III. Let me say a word about the sad forecast here.

‘Thou shalt deny me thrice.’

We cannot say that poor Peter’s fall was at all an anomalous or uncommon thing. He did exactly what a great many of us are doing. He could — and I have no doubt he would — have gone to the death for Jesus Christ; but he could not stand being laughed at for Him. He would have been ready to meet the executioner’s sharp sword, but the servant-girl’s sharp tongue was more than he could bear. And so he denied Jesus, not because he was afraid of his skin — for I do not suppose that the servants had any notion of doing anything more than amusing themselves with a few clumsy gibes at his expense — but because he could not bear to be made sport of.

Now, dear brethren, I suppose we are all of us more or less movers in circles in which it sometimes is not considered ‘good form’ to show that we are Christian people. You young men in your warehouses, you students at the University, where it is a sign of being ‘fossils’ and ‘behind the times’ and ‘not up to date’ to say ‘I am a Christian,’ and all of us in our several places have sometimes to gather our courage together, and not be afraid to declare whose we are. No doubt life is a better witness than words, but no doubt also life is not so good a witness as it might be, unless it sometimes has the commentary of words as well. Thus, to confess Christ means two things; to say sometimes — in the face of a smile of scorn, which is often harder to bear than something much more dangerous — ‘I am His,’ and to live Christ, and to say by conduct ‘I am His,’ ‘Whosoever shall confess Me before men, him will I also confess before My Father, and whosoever shall deny Me, him will I also deny.’ Do not button your coats over your uniform. Do not take the cockade out of your hats when you go amongst ‘the other side.’ Live Jesus, and, when advisable, preach Jesus.

But Peter’s fall, which is typical of what we are all tempted to do, has in it a gracious message; for it proclaims the possibility of recovery from any depth of descent, and of coming back again from any distance of wandering. Did you ever notice how Peter’s fall was burnt in upon his memory, so as that when he began to preach after Pentecost, the shape that his indictment of his hearers takes is, ‘Ye denied the Holy One and the Just,’ and how, long after — if the second Epistle which goes by his name is his — in summing up the crimes of the heretics whom he is branding, he speaks of their ‘denying the Lord that bought them.’ He never forgot his denial, and it remained with him as the expression for all that was wrong in a man’s relation to Jesus Christ.

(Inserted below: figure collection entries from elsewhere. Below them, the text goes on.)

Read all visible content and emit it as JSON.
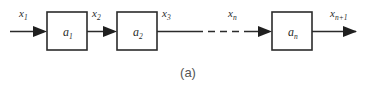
{
  "figure": {
    "caption": "(a)",
    "colors": {
      "background": "#ffffff",
      "stroke": "#2b2b2b",
      "arrow_fill": "#1f1f1f",
      "label_text": "#2b2b2b",
      "caption_text": "#555555"
    }
  },
  "blocks": [
    {
      "id": "block-1",
      "base": "a",
      "subscript": "1"
    },
    {
      "id": "block-2",
      "base": "a",
      "subscript": "2"
    },
    {
      "id": "block-n",
      "base": "a",
      "subscript": "n"
    }
  ],
  "signals": [
    {
      "id": "signal-x1",
      "base": "x",
      "subscript": "1"
    },
    {
      "id": "signal-x2",
      "base": "x",
      "subscript": "2"
    },
    {
      "id": "signal-x3",
      "base": "x",
      "subscript": "3"
    },
    {
      "id": "signal-xn",
      "base": "x",
      "subscript": "n"
    },
    {
      "id": "signal-xn1",
      "base": "x",
      "subscript": "n+1"
    }
  ],
  "ellipsis": {
    "style": "dashed",
    "meaning": "continuation"
  }
}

And I suppose not only was it burnt in upon his memory, but it burnt out all his self-confidence.

It is beautiful to see how, in his letter, he speaks over and over again of ‘fear’ as being a wise temper of mind for a Christian. As George Herbert has it, ‘A sad, wise valour is the true complexion.’ Thus the man that had been so confident in himself learned to say ‘Be ready to give to every man that asketh you a reason for the hope that is in you, with meekness and fear.’

And do you not think that his fall drew him closer to Jesus Christ than ever he had been before, as he learned more of His pardoning love and mercy? Was he not nearer the Lord on that morning when the two together, alone, talked after the Resurrection? Was he not nearer Him when he struggled to his feet from the boat on the lake, on that morning when he was received back into his office as Christ’s Apostle? Did he ever forget how he had sinned? Did he ever forget how Christ had pardoned? Did he ever forget how Christ loved and would keep him? Ah, no! The rope that is broken is strongest where it is spliced, not because it was broken, but because a cunning hand has strengthened it. We may be the stronger for our sins, not because sin strengthens, for it weakens, but because God restores. It is possible that we may build a fairer structure on the ruins of our old selves. It is possible that we may turn every field of defeat into a field of victory. It is possible that we may

‘Fall to rise; be beaten, to fight better.’

If only we cling to the Lord our Strength, the promise shall be ours — whatever our failures, denials, backslidings, inconsistencies — ‘though he fall he shall not be utterly cast down, for the Lord upholdeth him with His hand.’